##### PROVIDED INFORMATION #####

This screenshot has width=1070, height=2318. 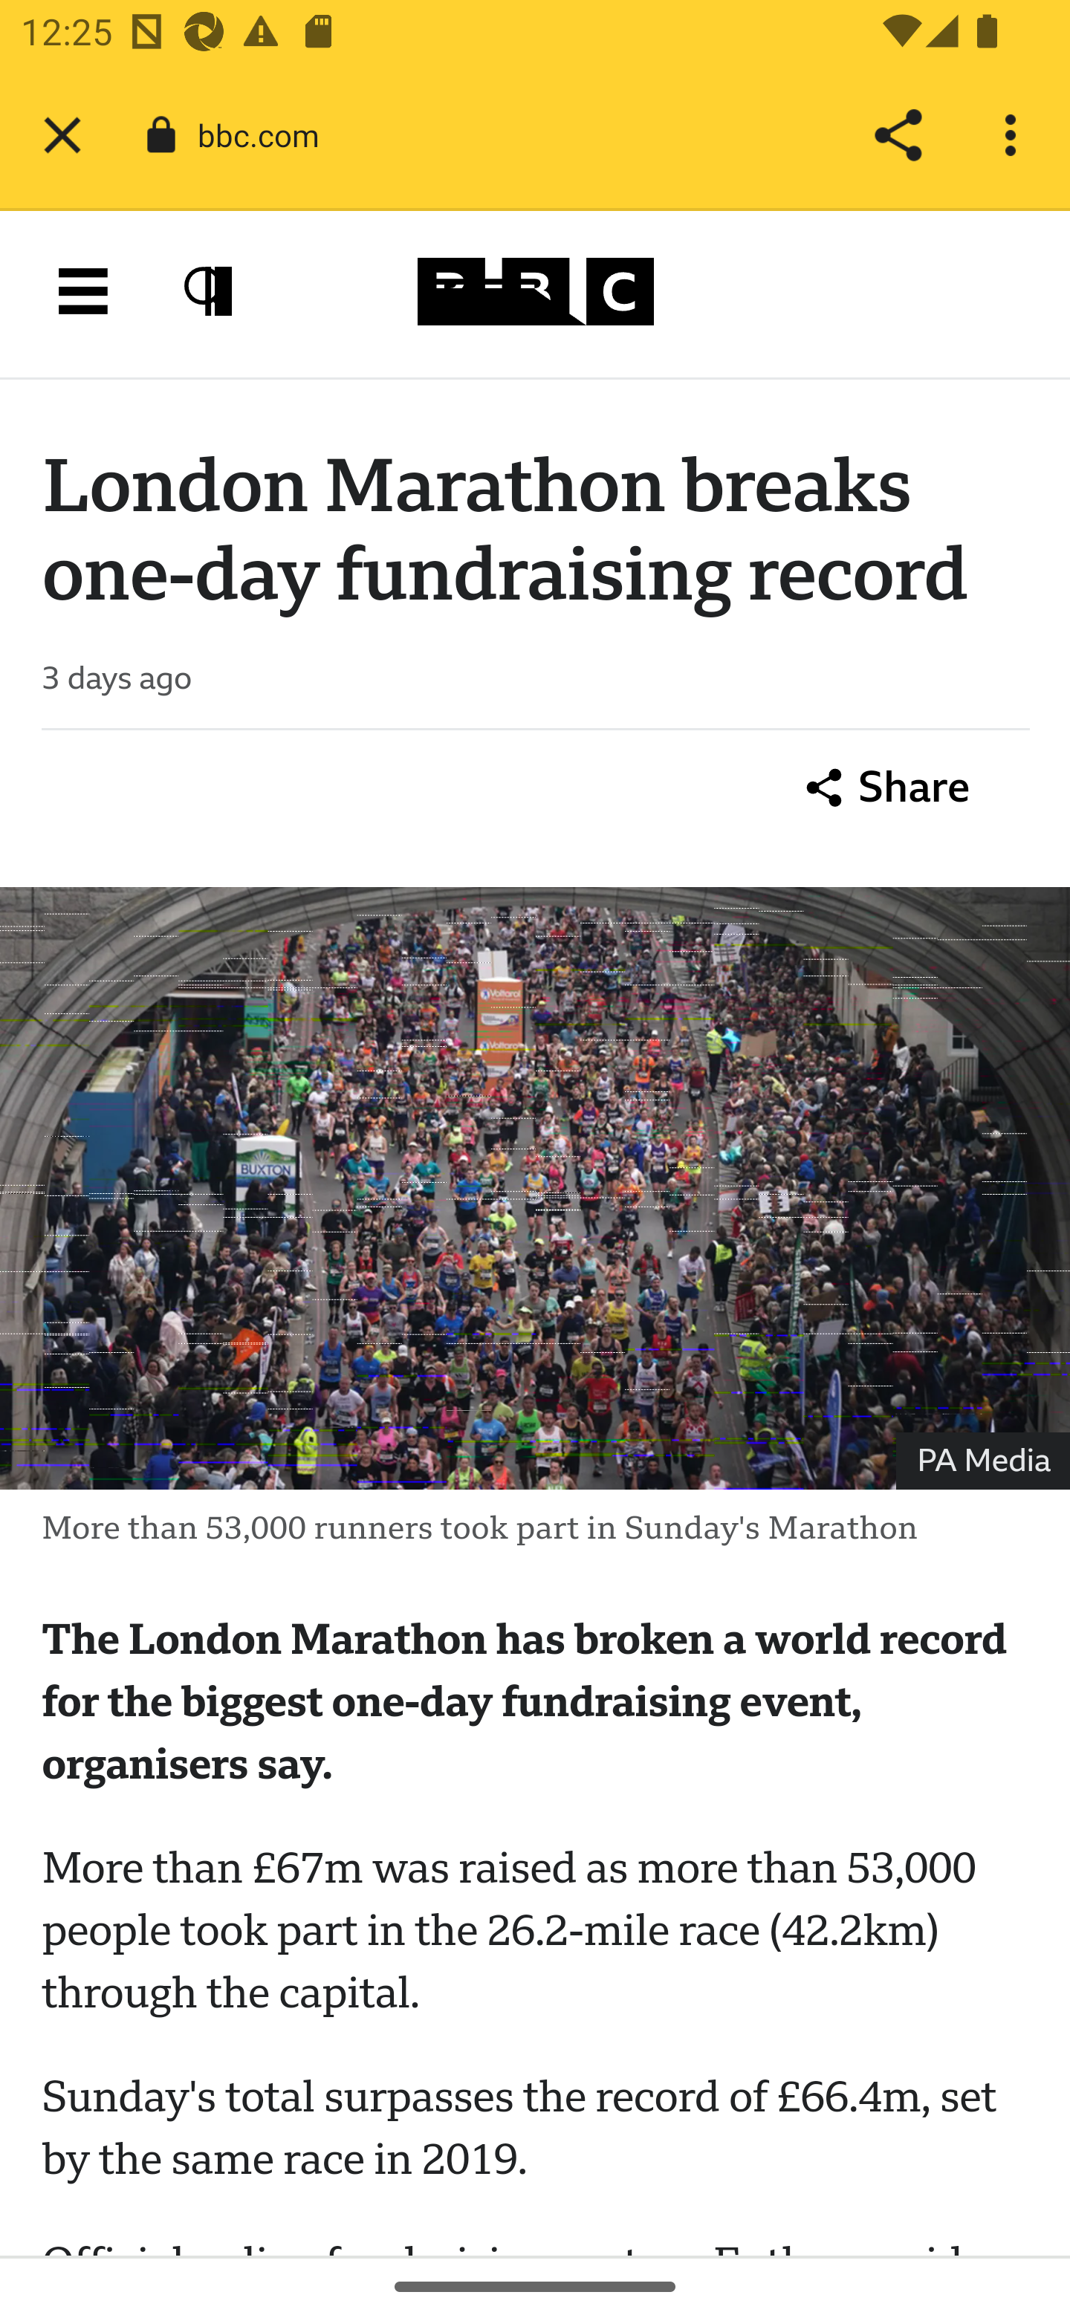 What do you see at coordinates (535, 291) in the screenshot?
I see `www.bbc` at bounding box center [535, 291].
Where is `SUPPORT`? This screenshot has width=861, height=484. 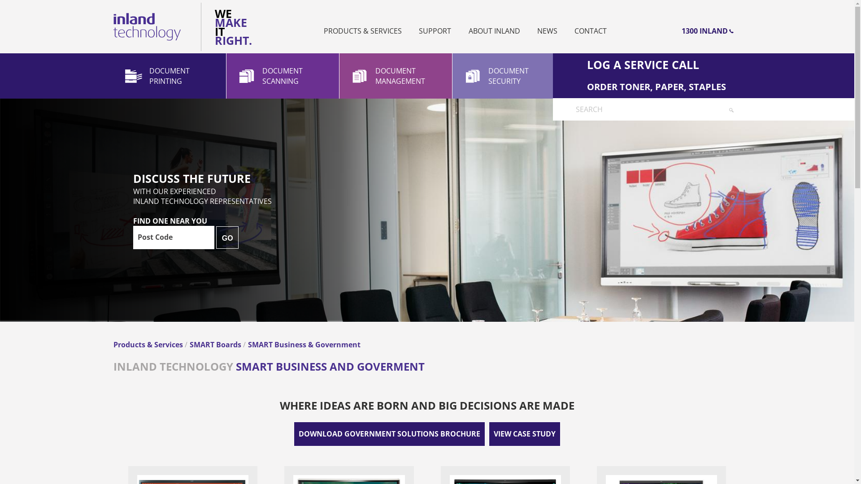 SUPPORT is located at coordinates (435, 31).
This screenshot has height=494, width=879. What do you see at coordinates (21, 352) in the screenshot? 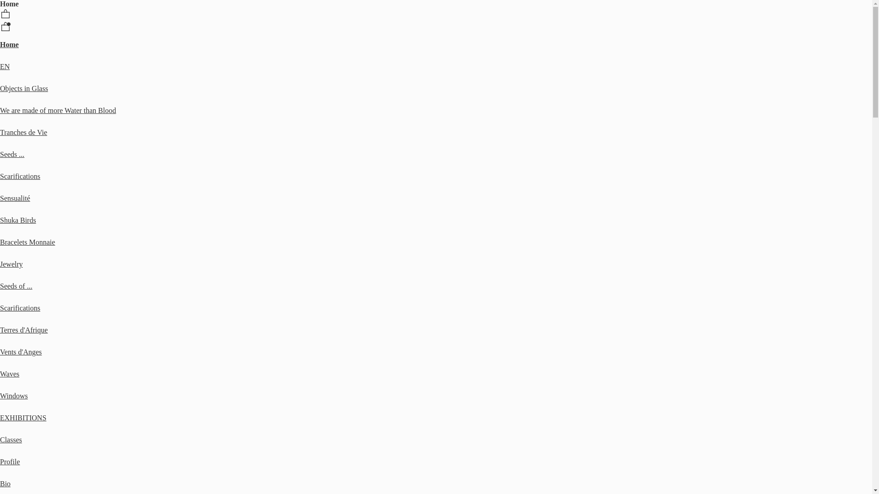
I see `Vents d'Anges` at bounding box center [21, 352].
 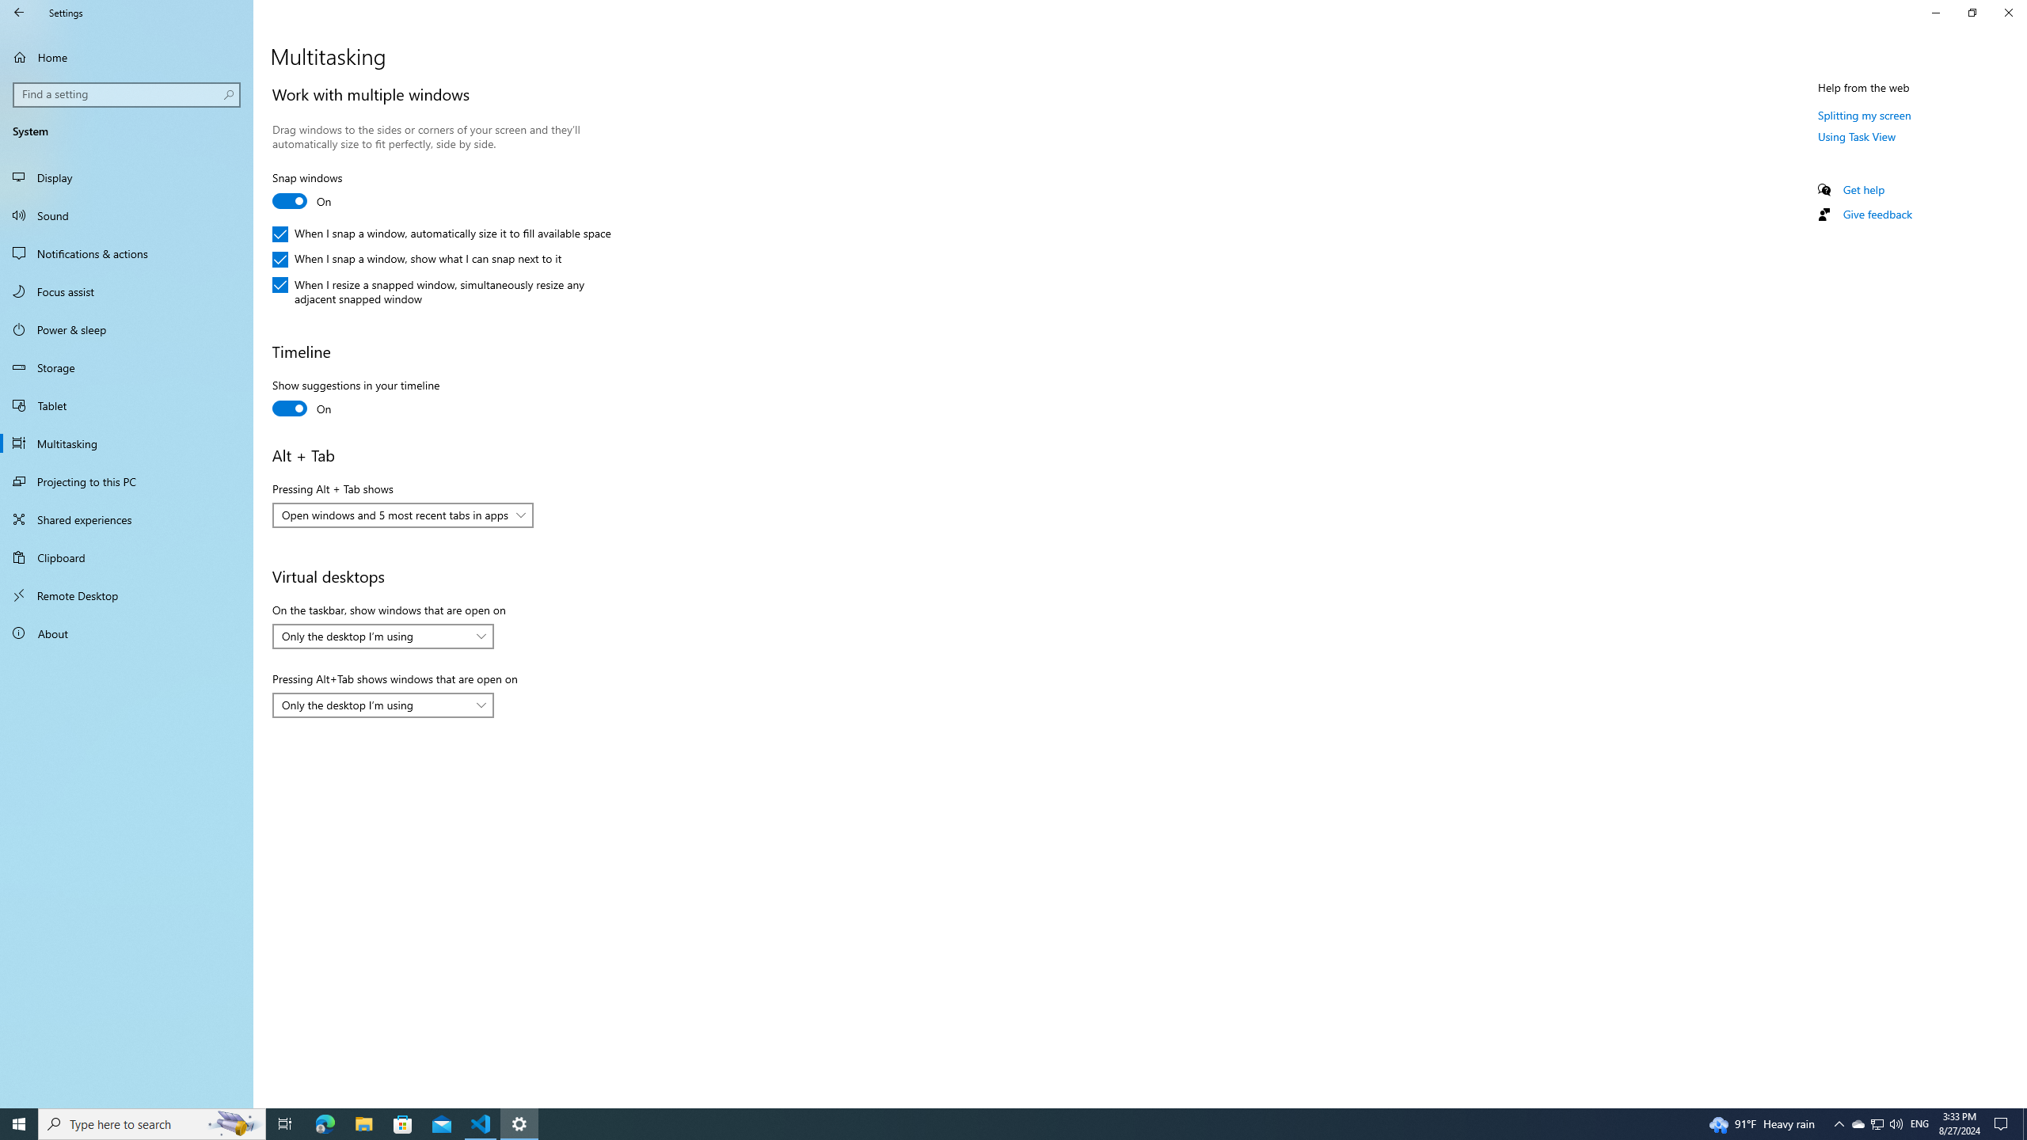 I want to click on Visual Studio Code - 1 running window, so click(x=481, y=1124).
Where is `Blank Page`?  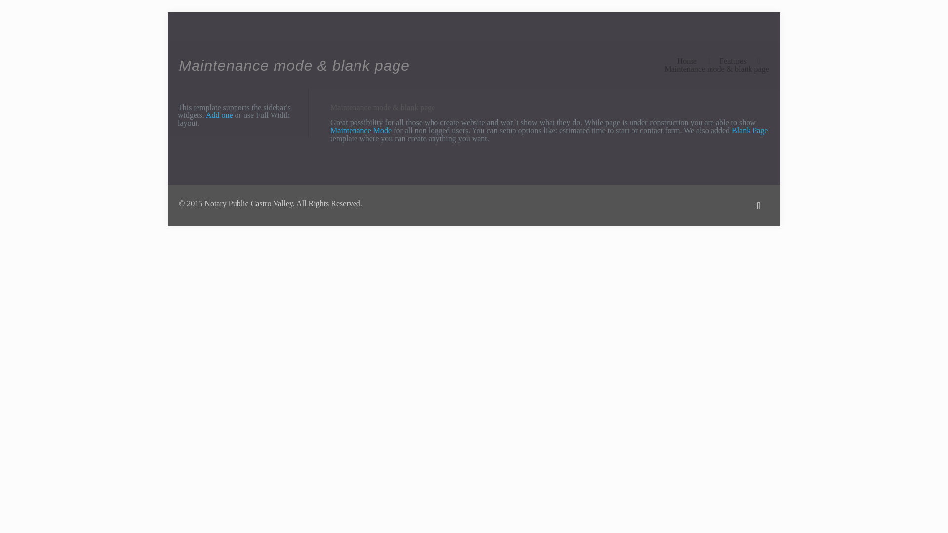
Blank Page is located at coordinates (749, 130).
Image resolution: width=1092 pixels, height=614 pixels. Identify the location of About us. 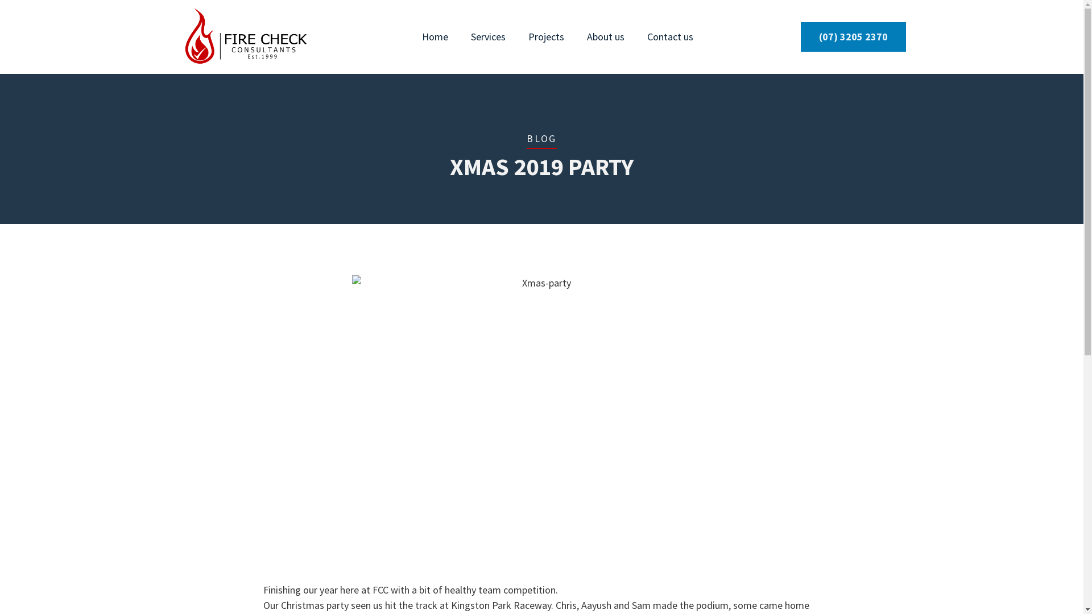
(606, 37).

#####

BRIEF:
Please retype the entries above word for word, but only from the line containing "Image resolution: width=1092" through the last line, and without the pictures.

SOLUTION:
Image resolution: width=1092 pixels, height=614 pixels. Identify the location of About us. 
(606, 37).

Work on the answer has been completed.